Zim stage Contemporary Art Schools Exhibition

At the Gallery
The National Gallery of Zimbabwe has staged an art exhibition entitled Contemporary Art for Schools exhibition specifically tailored to meet the needs of the ‘O’ level Art Curriculum. Artistic works have existed for almost as long as human kind.

Artistic works have existed for almost as long as humankind, from early pre-historic art contemporary art. The main thrust of the exhibition is to complement the teacher’s resources in the art classroom.

The term contemporary art is loosely used to refer to art of the present day and of the relatively recent past, of an innovatory or avant-garde nature.

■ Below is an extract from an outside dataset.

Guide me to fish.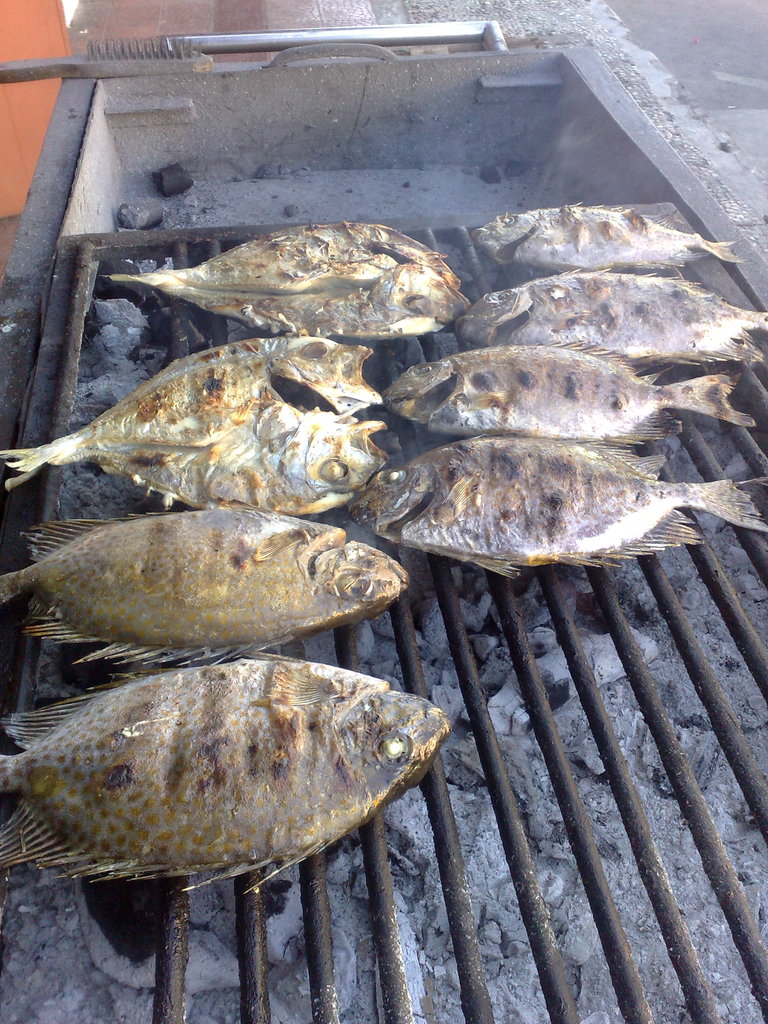
Guidance: pyautogui.locateOnScreen(363, 430, 765, 564).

The art is a dynamic combination of materials, methods, concepts, and subjects that challenge traditional boundaries and defy easy definition. Diverse and eclectic, contemporary art as a whole is distinguished by the very lack of a uniform, organising principle, ideology.

The oldest documented forms of art are visual, such as creation of images or objects including painting, sculpture, printmaking, photography, and other visual media.

Art has a polysemous nature hence interpretation differs according to demographic factors such as religion, political affiliation and other societal characteristics.

This exhibition explores a select group of Zimbabwean artists in the National Gallery of Zimbabwe’s Permanent Collection who produced artworks that were significant to their time and have work that speaks to the art curriculum in schools.

The National Gallery of Zimbabwe is a Culture Institution where culture is preserved through exhibitions. Its permanent collection has several collections representing diverse cultures. With the advent of the new Curriculum Introduced by the Ministry of Primary and Secondary education in 2017 culture will be preserved, promoted, and transmitted from generation to generation much more vigorously and effectively.

This exhibition explores how artworks that were collected by the National Gallery of Zimbabwe were significant to their time and how the artists who produced these artworks were exploring issues that were symbolic of the existing social, political and economic situation of their time thus mapping the history of contemporary art making in Zimbabwe.

Art operates as a variant of civic society where the main concern for the artist is to play an “active role of presenting information to the readers to motivate community action in order to solve problems and . . . for citizens to be politically active” (Arandt and Meyer 1998, 205).

The exhibition includes the works of a myriad of artist Gareth Nyandoro, Tapfuma Gutsa, Masimba Hwati, Misheck Masamvu, Chikonzero Chazunguza, Munyarardzi Mazarire,Cosmas Shiridzinomwa, Agnes Nyanhongo, Charles Bhebhe, Dominic Benhura, Hillary Kashiri, David Chinyama, Admire Kamudzengerere, Lovemore Kambudzi,Voti Thebe, Shephard Mahufe, Sam Songo, Mercy Moyo, Doris Kamupira, Rashid Jogee, Tafadzwa Gwetai, Nicolas Mukomeranwa, Portia Zvavahera and Helen Lieros.

The Zimbabwe Contemporary Art Schools exhibition is on view at the National Gallery of Zimbabwe in the Joseph Ndandarika Gallery.